There are many ways to honor the memory of the Rev. Martin Luther King Jr., but none more important this year than defending the freedom to vote.
On Saturday, Dr. King’s birthday, and Monday, the federal holiday, groups from around the country will march across bridges to commemorate the Bloody Sunday clash in March 1965, when voting rights advocates were accosted and beaten as they crossed the Edmund Pettus Bridge in Selma, Ala. On the Vineyard, marchers will meet at Five Corners at 1 p.m. Saturday and walk across the drawbridge.
Specious claims of voter fraud in the 2020 election have led to repressive laws in many states designed to discourage or deny access to the ballot, some targeted specifically at African-Americans. President Biden and Democrats in Congress pushed this week for passage of federal legislation aimed at making it easier to vote and protecting against partisan interference.
Voter suppression has a long history in America, and even the right for most to vote was hard won over generations.
The 15th Amendment, ratified by the states in 1870, extended the right to vote to men of all races. Women did not gain suffrage until 1920, and adults between 18 and 21 could not vote until 1981.
But even as voting rights expanded, restrictions like literacy tests and poll taxes that effectively negated those rights persisted. Dr.
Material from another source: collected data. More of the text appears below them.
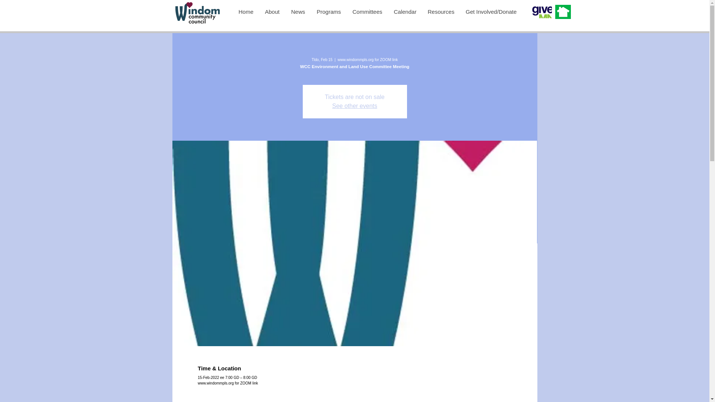 This screenshot has width=715, height=402. I want to click on Calendar, so click(405, 12).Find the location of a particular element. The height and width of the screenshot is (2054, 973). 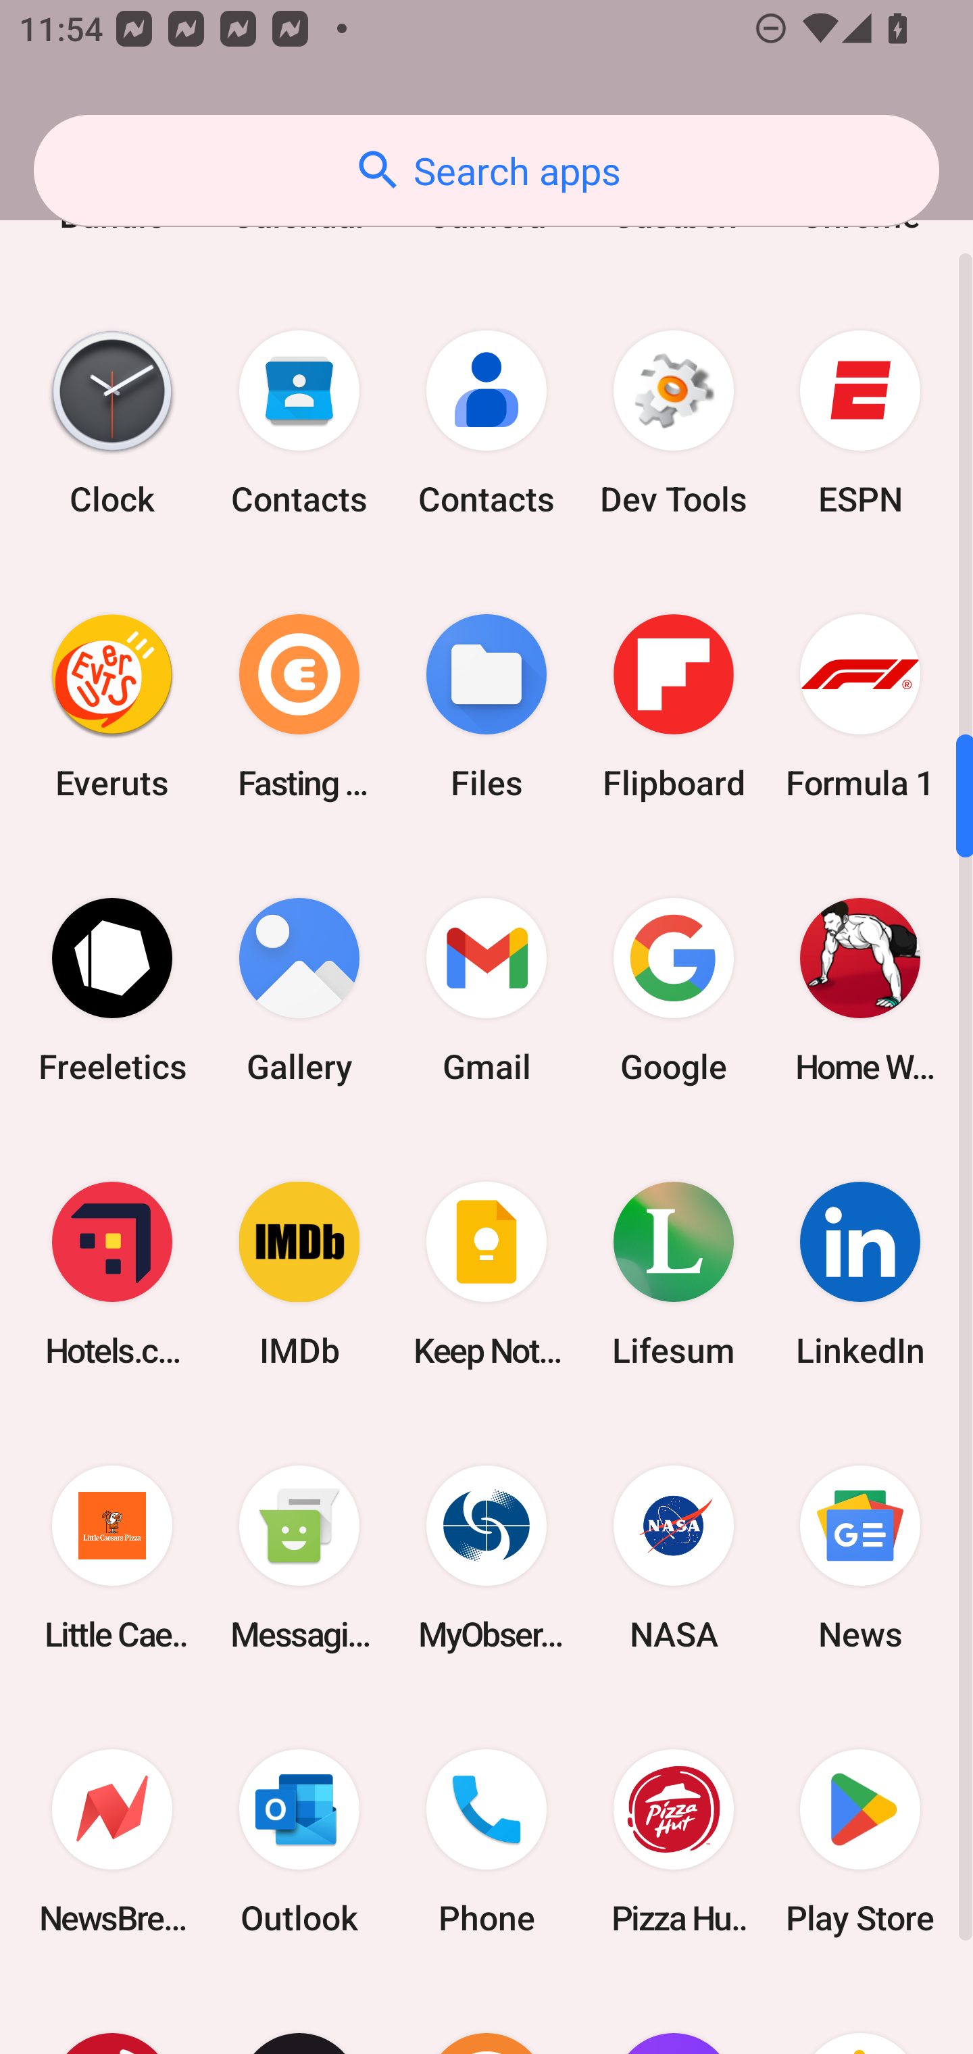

King and others successfully campaigned for the landmark Voting Rights Act of 1965, which specifically sought to enforce the 15th amendment by, among other things, providing federal oversight of localities with a history of voter suppression.
That authority was eroded by the U.S. Supreme Court in 2013, even as new barriers to voting were in the works in dozens of states. Today, gerrymandering of voting districts and laws that make it more difficult to register and restrictions on mail and absentee voting have replaced the crude suppression tools of the past.
The death this week of Lani Guinier, a civil rights lawyer and longtime Oak Bluffs seasonal resident whose career was devoted to voting rights and electoral reform, marks the end of another generation’s efforts to uphold not just the right to vote, but the freedom to do so.
Based on the belief that people should be fairly represented by those that govern them, her writings on proportional voting cost her a nomination as assistant U.S. attorney general in the 1980s. She went on to join the Harvard Law School faculty, the first woman of color to be tenured, where many of her views became mainstream.
Polls suggest that Americans want free and fair elections, but don’t put the issue on their list of priority concerns. History suggests that the right to vote must be vigorously defended. One way to honor the legacies of Dr. King and Professor Guinier is to take up their cause.